For twelve seasons, Dock Ellis was one of the most talented pitchers in baseball. He also earned a reputation as a wild man, a bad dude, a player with An Attitude. He talked trash, he hit batters deliberately (three in a row to start one memorable game), he went out for batting practice in full uniform and hair curlers, and he pitched a no-hitter under the influence of LSD. He was also smart, funny, proud, hip, and unwilling to tolerate what he saw as injustice -- all qualities that made him stand out in the hidebound world of "the country of baseball."
With new material written especially for this edition, Dock's odyssey through the country of baseball comes full circle. Where before we saw Ellis at the peak of his powers, we now see him face the inevitable decline of his skills. We watch Dock make the adjustment to the outside world that all athletes must confront, with the additional complication that so many face -- recovery from alcohol and drug addiction. And we see Dock return to the city of his birth, to operate a drug rehab clinic of his own.
Donald Hall's forceful yet elegant prose brings together all the elements of Dock's story into a seamless whole. The two of them, the pitcher and the poet, give us a remarkable insight into the customs and culture of this closed, clannish world. Dock's keen vision, filtered through Hall's extraordinary voice, shows us the hardships and problems of the thinking athlete in an unthinking world.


What is needed is a faithful transcription of all the data below, pictures excluded.

· · · · · · ·

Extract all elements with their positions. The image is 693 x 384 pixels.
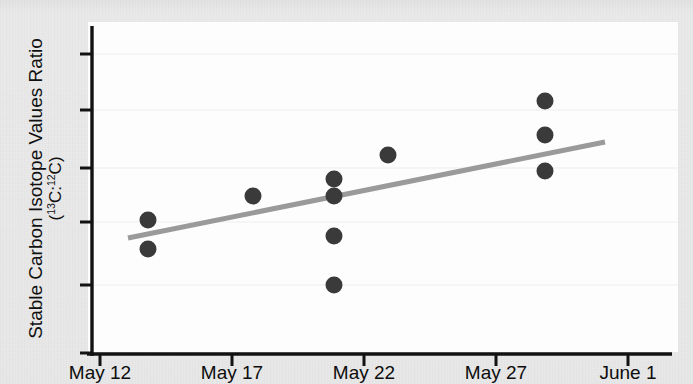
data-point <box>245 188 262 205</box>
x-tick-label-1: May 17 <box>201 362 263 384</box>
data-point <box>537 93 554 110</box>
trendline-group <box>128 142 605 238</box>
data-point <box>326 188 343 205</box>
x-tick-label-0: May 12 <box>69 362 131 384</box>
data-point <box>537 163 554 180</box>
y-axis-ticks-group <box>80 54 92 353</box>
data-point <box>140 212 157 229</box>
data-point <box>326 171 343 188</box>
data-point <box>380 147 397 164</box>
x-tick-label-3: May 27 <box>465 362 527 384</box>
chart-figure: Stable Carbon Isotope Values Ratio (13C:… <box>0 0 693 384</box>
data-point <box>537 127 554 144</box>
axes-group <box>87 26 672 356</box>
regression-trendline <box>128 142 605 238</box>
data-point <box>326 277 343 294</box>
data-point <box>326 228 343 245</box>
x-tick-label-2: May 22 <box>333 362 395 384</box>
x-tick-label-4: June 1 <box>599 362 656 384</box>
gridlines-group <box>92 54 678 285</box>
scatter-plot-svg <box>0 0 693 384</box>
data-point <box>140 241 157 258</box>
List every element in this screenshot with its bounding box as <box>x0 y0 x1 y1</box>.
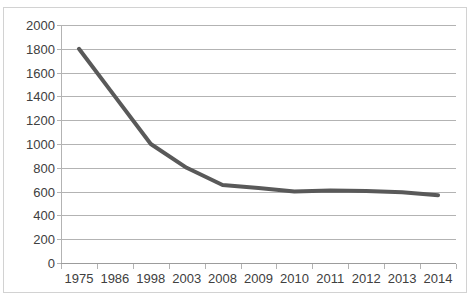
y-tick-mark-0 <box>57 263 61 264</box>
y-axis-tick-label: 1400 <box>7 90 55 103</box>
y-tick-mark-200 <box>57 239 61 240</box>
x-axis-tick-label: 2009 <box>244 272 273 285</box>
x-axis-tick-label: 2011 <box>316 272 344 285</box>
x-axis-tick-label: 1998 <box>136 272 165 285</box>
x-axis-tick-label: 2014 <box>424 272 453 285</box>
y-axis-tick-label: 1200 <box>7 114 55 127</box>
x-axis-tick-label: 1986 <box>100 272 129 285</box>
x-tick-mark <box>205 264 206 269</box>
x-tick-mark <box>348 264 349 269</box>
x-tick-mark <box>384 264 385 269</box>
y-axis-tick-label: 200 <box>7 233 55 246</box>
data-series-line <box>61 25 456 263</box>
y-tick-mark-1800 <box>57 49 61 50</box>
x-tick-mark <box>456 264 457 269</box>
x-axis-tick-label: 2008 <box>208 272 237 285</box>
y-tick-mark-1200 <box>57 120 61 121</box>
gridline-0 <box>61 263 456 264</box>
x-tick-mark <box>97 264 98 269</box>
y-tick-mark-1400 <box>57 96 61 97</box>
series-polyline <box>79 49 438 195</box>
x-tick-mark <box>241 264 242 269</box>
x-axis-tick-label: 2013 <box>388 272 417 285</box>
y-axis-tick-label: 800 <box>7 161 55 174</box>
y-axis-tick-label: 0 <box>7 257 55 270</box>
y-axis-tick-label: 2000 <box>7 19 55 32</box>
x-tick-mark <box>420 264 421 269</box>
x-axis-tick-label: 1975 <box>64 272 93 285</box>
x-tick-mark <box>169 264 170 269</box>
x-tick-mark <box>276 264 277 269</box>
x-axis-tick-label: 2010 <box>280 272 309 285</box>
plot-area <box>61 25 456 263</box>
y-axis-tick-label: 1600 <box>7 66 55 79</box>
y-tick-mark-1000 <box>57 144 61 145</box>
chart-frame: 0200400600800100012001400160018002000 19… <box>3 7 467 293</box>
x-tick-mark <box>133 264 134 269</box>
x-tick-mark <box>61 264 62 269</box>
y-tick-mark-400 <box>57 215 61 216</box>
y-axis-tick-label: 1800 <box>7 42 55 55</box>
y-tick-mark-1600 <box>57 73 61 74</box>
x-tick-mark <box>312 264 313 269</box>
y-axis-tick-label: 600 <box>7 185 55 198</box>
y-tick-mark-2000 <box>57 25 61 26</box>
y-axis-tick-label: 400 <box>7 209 55 222</box>
y-tick-mark-800 <box>57 168 61 169</box>
y-tick-mark-600 <box>57 192 61 193</box>
y-axis-labels: 0200400600800100012001400160018002000 <box>4 8 55 302</box>
x-axis-tick-label: 2003 <box>172 272 201 285</box>
y-axis-tick-label: 1000 <box>7 138 55 151</box>
x-axis-tick-label: 2012 <box>352 272 381 285</box>
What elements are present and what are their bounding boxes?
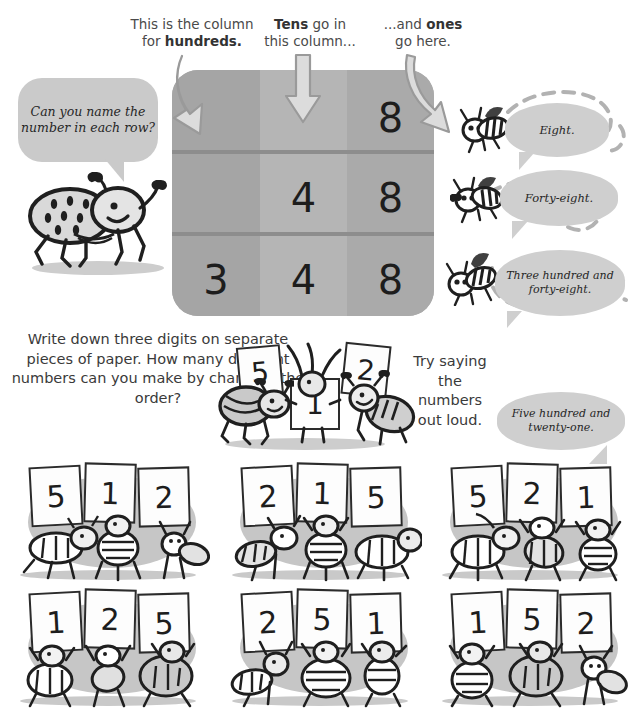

· · · · · · ·

● **Task answer**:
Extract all elements with their positions. The image is 693 x 384 pixels.
data-point <box>245 188 262 205</box>
x-tick-label-1: May 17 <box>201 362 263 384</box>
data-point <box>537 93 554 110</box>
trendline-group <box>128 142 605 238</box>
data-point <box>326 188 343 205</box>
x-tick-label-0: May 12 <box>69 362 131 384</box>
data-point <box>537 163 554 180</box>
y-axis-ticks-group <box>80 54 92 353</box>
data-point <box>140 212 157 229</box>
data-point <box>326 171 343 188</box>
data-point <box>380 147 397 164</box>
x-tick-label-3: May 27 <box>465 362 527 384</box>
chart-figure: Stable Carbon Isotope Values Ratio (13C:… <box>0 0 693 384</box>
data-point <box>537 127 554 144</box>
axes-group <box>87 26 672 356</box>
regression-trendline <box>128 142 605 238</box>
data-point <box>326 277 343 294</box>
data-point <box>326 228 343 245</box>
x-tick-label-2: May 22 <box>333 362 395 384</box>
x-tick-label-4: June 1 <box>599 362 656 384</box>
gridlines-group <box>92 54 678 285</box>
scatter-plot-svg <box>0 0 693 384</box>
data-point <box>140 241 157 258</box>
List every element in this screenshot with its bounding box as <box>x0 y0 x1 y1</box>.
y-tick-mark-0 <box>57 263 61 264</box>
y-axis-tick-label: 1400 <box>7 90 55 103</box>
y-tick-mark-200 <box>57 239 61 240</box>
x-axis-tick-label: 2009 <box>244 272 273 285</box>
x-axis-tick-label: 2011 <box>316 272 344 285</box>
x-axis-tick-label: 1998 <box>136 272 165 285</box>
x-axis-tick-label: 2014 <box>424 272 453 285</box>
y-axis-tick-label: 1200 <box>7 114 55 127</box>
x-axis-tick-label: 1986 <box>100 272 129 285</box>
x-tick-mark <box>205 264 206 269</box>
x-tick-mark <box>348 264 349 269</box>
x-tick-mark <box>384 264 385 269</box>
y-axis-tick-label: 200 <box>7 233 55 246</box>
data-series-line <box>61 25 456 263</box>
y-tick-mark-1800 <box>57 49 61 50</box>
x-tick-mark <box>456 264 457 269</box>
x-axis-tick-label: 2008 <box>208 272 237 285</box>
y-tick-mark-1200 <box>57 120 61 121</box>
gridline-0 <box>61 263 456 264</box>
x-tick-mark <box>97 264 98 269</box>
y-tick-mark-1400 <box>57 96 61 97</box>
series-polyline <box>79 49 438 195</box>
x-tick-mark <box>241 264 242 269</box>
x-axis-tick-label: 2013 <box>388 272 417 285</box>
y-axis-tick-label: 800 <box>7 161 55 174</box>
y-axis-tick-label: 0 <box>7 257 55 270</box>
y-axis-tick-label: 2000 <box>7 19 55 32</box>
x-tick-mark <box>420 264 421 269</box>
x-axis-tick-label: 1975 <box>64 272 93 285</box>
x-tick-mark <box>169 264 170 269</box>
x-tick-mark <box>276 264 277 269</box>
x-axis-tick-label: 2010 <box>280 272 309 285</box>
plot-area <box>61 25 456 263</box>
y-axis-tick-label: 1600 <box>7 66 55 79</box>
y-tick-mark-1000 <box>57 144 61 145</box>
chart-frame: 0200400600800100012001400160018002000 19… <box>3 7 467 293</box>
x-tick-mark <box>133 264 134 269</box>
x-tick-mark <box>61 264 62 269</box>
y-tick-mark-400 <box>57 215 61 216</box>
y-axis-tick-label: 1800 <box>7 42 55 55</box>
y-tick-mark-1600 <box>57 73 61 74</box>
x-tick-mark <box>312 264 313 269</box>
y-axis-tick-label: 600 <box>7 185 55 198</box>
y-tick-mark-2000 <box>57 25 61 26</box>
y-axis-tick-label: 400 <box>7 209 55 222</box>
y-tick-mark-800 <box>57 168 61 169</box>
y-tick-mark-600 <box>57 192 61 193</box>
y-axis-labels: 0200400600800100012001400160018002000 <box>4 8 55 302</box>
x-axis-tick-label: 2003 <box>172 272 201 285</box>
y-axis-tick-label: 1000 <box>7 138 55 151</box>
x-axis-tick-label: 2012 <box>352 272 381 285</box>
What elements are present and what are their bounding boxes?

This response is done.